A crowd of around 100 people gathered Thursday in what’s known as “Little Puerto Rico,” the Villa Victoria apartments in Boston’s South End, rounding out a full week of protests in the city of Boston and around the world.

Protesters have demanded that Puerto Rican Gov. Ricardo “Ricky” Rosselló step down, followinga leak of thousands of misogynistic and homophobic texts between the governor and his main advisers.

Activists at the protest said the leaked texts, which included messages from Rosselló mocking victims of Hurricane Maria, confirmed widespread suspicions that the governor was not concerned about repairing conditions after the storm.

Hayley Calderón, a Villa Victoria resident and Puerto Rican native, said the texts were a “tipping point” that set the political action in motion.

“He sees that we're suffering and he's not trying to do anything about it,” Calderón said. “So we want him to just resign, and that's all we ask for, because he let us down completely as a governor.”

Activist Pedro Lugo, of Rio Piedras, Puerto Rico, said the leaked texts were “gasoline on that fire.” Lugo joined hundreds of thousands of protesters who took to the streets in San Juan on Wednesday night, and then took an overnight flight to Boston to visit his sister Sujei, a children’s librarian who lives in Jamaica Plain.

"We have a saying that you're Puerto Rican even if you're on the moon — 'Boricua en la luna,'" Lugo said. “You have your island inside of you and everywhere you go, you have to be able to represent it. So that's why I'm here.”

“And when I get back to the island,” he continued, “I hope [Rosselló] resigns soon, but if he doesn't, I'm going to go back to the protests.”

Sujei Lugo said she hopes her family members back home feel supported by actions taking place in cities across the United States, including Boston.

“They have the support of the Puerto Ricans that are here,” she said. “Many were displaced from the different issues that we are right now in the streets protesting.”

The protest was organized on social media by Puerto Rico Me Llama, one of several local activist groups representing Puerto Rico in Boston. Otoniel Figueroa-Duran is an activist with Vamos4PR, another group that formed after Hurricane Maria and has held protests in the city. He says the action is about demanding the resignation of Rosselló, but it’s also about a larger issue with holding banks on Wall Street accountable for their role in Puerto Rico’s $74 billion national debt.

“If the governor of Puerto Rico resigns, that is not enough,” Figueroa said in a phone interview. “We need to hold accountable the fiscal oversight and management board. We need to audit the debt. But we also need the bankruptcy proceedings to slow down. ... That process should be slowed down until we understand or until Puerto Rico stabilized politically.”

President Donald Trump weighed in on the crisis via Twitter on Thursday, describing the island as “corrupt” and lamenting what he falsely said was the congressional allocation of $92 billion for hurricane relief. According to federal data, Congress has only allocated $42.5 billion, and the island has received less than $14 billion since May.

“A lot of bad things are happening in Puerto Rico,” the president tweeted. “The Governor is under siege, the Mayor of San Juan is a despicable and incompetent person who I wouldn’t trust under any circumstance, and the United States Congress foolishly gave 92 Billion Dollars for hurricane relief, much of which was squandered away or wasted...much of their leadership is corrupt, & robbing the U.S. Government blind!”

Jose Del Rio Pantoja, an activist, a second-year graduate student at Harvard University and a member of the school’s Puerto Rican student organization, said he fears that Trump’s response to the scandal might endanger future allocation of funds to Puerto Rico.

“It's already happening, coming from the president of the United States, and I wouldn't be surprised if it gets even worse if our current governor stays in power,” Del Rio said in a phone interview. “Which I honestly don't think will happen, because Puerto Ricans are really, really mad.”

High profile Bostonian Puerto Ricans are weighing in as well, including Red Sox Manager Alex Cora, who posted on his personal Instagram in Spanish earlier this week, expressing his frustration at being far from home during the crisis.

"If it was hard to watch Maria hit from afar, knowing the only one in control was God, it’s even worse for me today as I see, read, and watch everything going on back home,” he said, according to an ESPN translation, “knowing that throughout all of this, those that had or have control were elected by our people.”

Pedro Lugo said that Rosselló will feel the “misery” he helped to inflict on his constituents after Hurricane Maria.

“Right now we are his hurricane, and what we felt during that time, he's going to feel that right now,” Lugo said. “The hurricane was natural, but the disaster was human. So we are here to clean up the disaster that he created.”

Correction: An earlier version of this story incorrectly stated that the protest held at Villa Victoria on July 18 was organized by Vamos4PR. It was organized by activist group Puerto Rico Me Llama.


** Task brief **
Would you retype, word for word, the line with "Extract the structured" and every line after it through the end of the records below?
[Records — start]
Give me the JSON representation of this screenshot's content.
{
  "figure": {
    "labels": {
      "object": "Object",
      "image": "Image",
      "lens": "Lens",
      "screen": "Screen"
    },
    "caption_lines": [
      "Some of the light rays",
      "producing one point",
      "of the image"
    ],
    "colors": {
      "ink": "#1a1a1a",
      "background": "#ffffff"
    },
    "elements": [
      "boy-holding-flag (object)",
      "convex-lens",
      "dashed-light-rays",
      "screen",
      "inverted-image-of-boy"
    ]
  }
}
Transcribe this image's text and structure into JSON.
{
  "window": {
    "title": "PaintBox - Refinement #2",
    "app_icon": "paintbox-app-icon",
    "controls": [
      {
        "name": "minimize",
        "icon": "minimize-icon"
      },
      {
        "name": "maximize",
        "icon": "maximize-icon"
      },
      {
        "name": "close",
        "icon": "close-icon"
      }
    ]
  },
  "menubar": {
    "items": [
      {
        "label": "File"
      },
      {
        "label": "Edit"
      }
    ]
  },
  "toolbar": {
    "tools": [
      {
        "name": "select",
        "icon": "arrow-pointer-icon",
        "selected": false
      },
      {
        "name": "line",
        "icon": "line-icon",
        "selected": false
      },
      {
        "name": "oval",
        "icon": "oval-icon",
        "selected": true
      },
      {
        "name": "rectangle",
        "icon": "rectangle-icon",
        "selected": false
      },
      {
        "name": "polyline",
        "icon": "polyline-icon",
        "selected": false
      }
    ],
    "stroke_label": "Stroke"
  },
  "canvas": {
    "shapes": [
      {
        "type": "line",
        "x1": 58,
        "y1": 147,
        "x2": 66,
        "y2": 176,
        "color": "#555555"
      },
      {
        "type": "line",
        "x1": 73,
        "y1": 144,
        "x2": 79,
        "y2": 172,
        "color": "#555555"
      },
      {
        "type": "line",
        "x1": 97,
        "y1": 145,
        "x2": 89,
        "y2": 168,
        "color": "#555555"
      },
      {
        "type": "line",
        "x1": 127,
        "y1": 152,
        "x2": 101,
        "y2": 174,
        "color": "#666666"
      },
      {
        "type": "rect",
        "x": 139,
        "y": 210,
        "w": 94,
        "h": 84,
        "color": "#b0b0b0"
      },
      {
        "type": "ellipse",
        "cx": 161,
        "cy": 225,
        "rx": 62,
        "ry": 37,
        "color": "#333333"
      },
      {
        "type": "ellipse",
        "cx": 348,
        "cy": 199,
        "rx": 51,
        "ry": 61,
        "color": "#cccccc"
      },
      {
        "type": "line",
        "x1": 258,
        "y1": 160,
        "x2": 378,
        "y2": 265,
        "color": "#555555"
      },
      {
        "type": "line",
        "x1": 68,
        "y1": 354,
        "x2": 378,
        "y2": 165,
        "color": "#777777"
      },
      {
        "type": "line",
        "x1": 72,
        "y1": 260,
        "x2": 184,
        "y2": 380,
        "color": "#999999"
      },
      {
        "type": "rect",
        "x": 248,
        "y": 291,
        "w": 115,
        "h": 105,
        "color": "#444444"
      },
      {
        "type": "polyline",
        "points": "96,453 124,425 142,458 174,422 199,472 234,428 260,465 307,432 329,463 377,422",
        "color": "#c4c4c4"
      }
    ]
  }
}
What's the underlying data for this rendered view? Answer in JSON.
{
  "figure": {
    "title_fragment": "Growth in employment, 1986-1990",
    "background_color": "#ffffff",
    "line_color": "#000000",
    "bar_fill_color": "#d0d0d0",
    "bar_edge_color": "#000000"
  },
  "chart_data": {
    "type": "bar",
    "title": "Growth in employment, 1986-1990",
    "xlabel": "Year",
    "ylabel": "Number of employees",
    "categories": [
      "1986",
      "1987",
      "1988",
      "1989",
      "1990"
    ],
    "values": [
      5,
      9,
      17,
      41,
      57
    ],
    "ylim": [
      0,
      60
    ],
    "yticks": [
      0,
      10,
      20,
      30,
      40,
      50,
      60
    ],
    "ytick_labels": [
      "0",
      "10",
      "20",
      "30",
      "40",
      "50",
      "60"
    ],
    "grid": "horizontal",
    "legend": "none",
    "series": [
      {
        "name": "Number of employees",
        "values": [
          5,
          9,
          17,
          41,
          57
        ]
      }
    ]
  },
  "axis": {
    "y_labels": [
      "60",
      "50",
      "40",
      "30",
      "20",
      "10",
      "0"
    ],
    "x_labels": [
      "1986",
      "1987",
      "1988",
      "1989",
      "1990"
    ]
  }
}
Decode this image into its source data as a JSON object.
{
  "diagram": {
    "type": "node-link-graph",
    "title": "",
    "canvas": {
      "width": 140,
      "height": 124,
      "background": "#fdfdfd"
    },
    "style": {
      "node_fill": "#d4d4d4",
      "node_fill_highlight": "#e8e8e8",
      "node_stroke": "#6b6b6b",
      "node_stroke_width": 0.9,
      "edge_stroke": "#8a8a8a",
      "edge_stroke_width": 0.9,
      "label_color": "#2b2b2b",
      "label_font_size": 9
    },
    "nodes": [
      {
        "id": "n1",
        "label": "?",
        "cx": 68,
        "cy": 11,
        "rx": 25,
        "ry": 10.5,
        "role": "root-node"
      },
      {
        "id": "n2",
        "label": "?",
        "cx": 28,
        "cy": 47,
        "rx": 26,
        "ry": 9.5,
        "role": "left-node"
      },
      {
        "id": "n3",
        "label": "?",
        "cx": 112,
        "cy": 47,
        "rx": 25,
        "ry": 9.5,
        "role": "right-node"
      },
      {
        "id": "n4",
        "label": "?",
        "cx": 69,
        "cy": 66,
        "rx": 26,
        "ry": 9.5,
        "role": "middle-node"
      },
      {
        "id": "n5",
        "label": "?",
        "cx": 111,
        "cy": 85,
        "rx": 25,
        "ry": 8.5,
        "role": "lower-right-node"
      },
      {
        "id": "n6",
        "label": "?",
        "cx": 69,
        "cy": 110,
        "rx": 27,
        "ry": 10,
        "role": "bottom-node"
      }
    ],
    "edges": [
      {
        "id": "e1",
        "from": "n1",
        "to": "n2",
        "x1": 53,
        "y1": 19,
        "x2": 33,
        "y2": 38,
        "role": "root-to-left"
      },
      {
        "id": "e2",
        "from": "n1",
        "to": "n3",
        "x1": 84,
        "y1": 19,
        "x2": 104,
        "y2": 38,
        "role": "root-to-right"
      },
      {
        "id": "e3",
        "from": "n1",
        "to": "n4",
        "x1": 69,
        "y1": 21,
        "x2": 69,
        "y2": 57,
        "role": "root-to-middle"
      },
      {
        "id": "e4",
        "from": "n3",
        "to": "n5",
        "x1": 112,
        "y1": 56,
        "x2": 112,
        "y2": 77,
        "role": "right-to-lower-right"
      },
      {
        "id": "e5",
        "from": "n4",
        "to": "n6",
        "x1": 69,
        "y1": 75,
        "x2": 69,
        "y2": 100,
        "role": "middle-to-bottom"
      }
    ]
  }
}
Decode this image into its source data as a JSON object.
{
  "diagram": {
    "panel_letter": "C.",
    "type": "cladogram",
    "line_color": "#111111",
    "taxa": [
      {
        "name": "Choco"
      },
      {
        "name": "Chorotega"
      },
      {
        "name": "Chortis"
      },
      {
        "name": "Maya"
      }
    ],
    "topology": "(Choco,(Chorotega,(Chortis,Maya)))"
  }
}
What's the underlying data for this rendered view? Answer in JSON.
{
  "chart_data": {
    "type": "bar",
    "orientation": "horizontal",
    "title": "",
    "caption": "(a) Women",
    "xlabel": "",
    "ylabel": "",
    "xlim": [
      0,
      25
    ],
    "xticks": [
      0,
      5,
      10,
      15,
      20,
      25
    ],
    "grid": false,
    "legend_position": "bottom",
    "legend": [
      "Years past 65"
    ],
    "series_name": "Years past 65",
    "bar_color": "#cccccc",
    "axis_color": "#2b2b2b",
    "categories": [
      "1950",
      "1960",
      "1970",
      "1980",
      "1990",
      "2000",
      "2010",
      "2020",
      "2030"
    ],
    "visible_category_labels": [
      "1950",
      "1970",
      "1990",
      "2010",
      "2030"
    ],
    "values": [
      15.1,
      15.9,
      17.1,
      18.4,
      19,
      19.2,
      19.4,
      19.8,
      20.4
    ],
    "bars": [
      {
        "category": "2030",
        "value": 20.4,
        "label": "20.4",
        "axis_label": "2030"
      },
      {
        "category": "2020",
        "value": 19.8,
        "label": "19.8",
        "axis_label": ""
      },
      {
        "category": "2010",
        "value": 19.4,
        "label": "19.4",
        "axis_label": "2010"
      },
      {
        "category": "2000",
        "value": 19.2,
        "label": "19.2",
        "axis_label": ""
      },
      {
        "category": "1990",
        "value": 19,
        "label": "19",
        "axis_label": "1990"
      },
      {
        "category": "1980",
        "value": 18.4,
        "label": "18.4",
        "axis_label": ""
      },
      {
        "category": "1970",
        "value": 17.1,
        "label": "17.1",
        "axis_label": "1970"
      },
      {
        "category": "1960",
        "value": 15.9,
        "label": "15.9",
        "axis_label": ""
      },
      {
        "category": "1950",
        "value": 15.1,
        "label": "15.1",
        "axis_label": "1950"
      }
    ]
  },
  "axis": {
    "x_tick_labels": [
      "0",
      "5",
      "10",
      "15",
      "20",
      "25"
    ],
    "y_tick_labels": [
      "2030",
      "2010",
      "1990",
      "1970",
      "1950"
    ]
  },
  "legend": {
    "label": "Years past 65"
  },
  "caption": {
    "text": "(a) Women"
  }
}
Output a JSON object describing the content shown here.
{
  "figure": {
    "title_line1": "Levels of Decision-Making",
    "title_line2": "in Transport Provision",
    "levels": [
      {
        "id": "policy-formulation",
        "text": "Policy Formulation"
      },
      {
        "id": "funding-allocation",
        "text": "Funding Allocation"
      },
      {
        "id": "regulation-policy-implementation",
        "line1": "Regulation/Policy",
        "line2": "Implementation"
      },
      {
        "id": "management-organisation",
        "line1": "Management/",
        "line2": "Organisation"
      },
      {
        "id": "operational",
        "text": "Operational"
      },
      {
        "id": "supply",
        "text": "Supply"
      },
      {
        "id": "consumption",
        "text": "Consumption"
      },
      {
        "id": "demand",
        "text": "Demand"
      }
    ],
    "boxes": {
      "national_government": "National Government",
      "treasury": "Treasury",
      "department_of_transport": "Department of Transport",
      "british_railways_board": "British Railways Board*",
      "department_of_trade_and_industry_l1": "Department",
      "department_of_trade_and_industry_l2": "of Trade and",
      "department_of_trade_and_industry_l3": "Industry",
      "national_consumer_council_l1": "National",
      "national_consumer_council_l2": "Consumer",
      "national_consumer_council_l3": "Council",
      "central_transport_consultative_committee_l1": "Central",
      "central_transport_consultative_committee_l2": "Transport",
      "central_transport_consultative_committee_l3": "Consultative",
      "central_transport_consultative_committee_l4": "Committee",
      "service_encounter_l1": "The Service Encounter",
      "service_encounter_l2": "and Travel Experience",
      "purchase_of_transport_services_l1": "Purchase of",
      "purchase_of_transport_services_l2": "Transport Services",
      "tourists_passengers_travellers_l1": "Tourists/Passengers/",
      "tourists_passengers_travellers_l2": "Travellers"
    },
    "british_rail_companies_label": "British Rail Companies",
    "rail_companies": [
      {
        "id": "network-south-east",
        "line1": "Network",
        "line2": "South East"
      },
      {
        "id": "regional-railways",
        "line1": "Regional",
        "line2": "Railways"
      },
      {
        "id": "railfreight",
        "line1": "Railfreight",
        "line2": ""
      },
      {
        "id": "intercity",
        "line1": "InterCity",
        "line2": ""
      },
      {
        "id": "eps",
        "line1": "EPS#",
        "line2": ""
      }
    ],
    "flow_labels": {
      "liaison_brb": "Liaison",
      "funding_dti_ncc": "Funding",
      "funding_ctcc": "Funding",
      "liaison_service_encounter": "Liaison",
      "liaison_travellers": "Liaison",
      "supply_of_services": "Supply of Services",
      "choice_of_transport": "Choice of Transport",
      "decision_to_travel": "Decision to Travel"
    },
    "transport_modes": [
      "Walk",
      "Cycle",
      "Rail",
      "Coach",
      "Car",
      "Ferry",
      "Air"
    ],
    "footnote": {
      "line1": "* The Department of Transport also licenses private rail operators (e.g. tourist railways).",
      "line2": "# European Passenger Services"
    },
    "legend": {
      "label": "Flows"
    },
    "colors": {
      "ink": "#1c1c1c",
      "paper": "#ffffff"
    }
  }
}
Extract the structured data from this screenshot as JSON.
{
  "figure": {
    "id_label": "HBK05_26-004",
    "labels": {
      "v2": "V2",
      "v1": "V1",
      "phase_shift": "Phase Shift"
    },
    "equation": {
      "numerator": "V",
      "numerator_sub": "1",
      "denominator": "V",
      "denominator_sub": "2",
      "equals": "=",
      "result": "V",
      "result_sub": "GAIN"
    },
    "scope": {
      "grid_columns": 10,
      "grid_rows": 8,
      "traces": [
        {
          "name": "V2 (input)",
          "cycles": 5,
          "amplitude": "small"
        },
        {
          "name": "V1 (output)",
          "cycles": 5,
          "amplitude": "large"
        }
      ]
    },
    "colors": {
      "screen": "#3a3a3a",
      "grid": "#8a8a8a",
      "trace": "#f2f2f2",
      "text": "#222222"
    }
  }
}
[Records — finish]
** Response area **
Extract the structured data from this screenshot as JSON.
{
  "figure": {
    "id_label": "HBK05_26-004",
    "labels": {
      "v2": "V2",
      "v1": "V1",
      "phase_shift": "Phase Shift"
    },
    "equation": {
      "numerator": "V",
      "numerator_sub": "1",
      "denominator": "V",
      "denominator_sub": "2",
      "equals": "=",
      "result": "V",
      "result_sub": "GAIN"
    },
    "scope": {
      "grid_columns": 10,
      "grid_rows": 8,
      "traces": [
        {
          "name": "V2 (input)",
          "cycles": 5,
          "amplitude": "small"
        },
        {
          "name": "V1 (output)",
          "cycles": 5,
          "amplitude": "large"
        }
      ]
    },
    "colors": {
      "screen": "#3a3a3a",
      "grid": "#8a8a8a",
      "trace": "#f2f2f2",
      "text": "#222222"
    }
  }
}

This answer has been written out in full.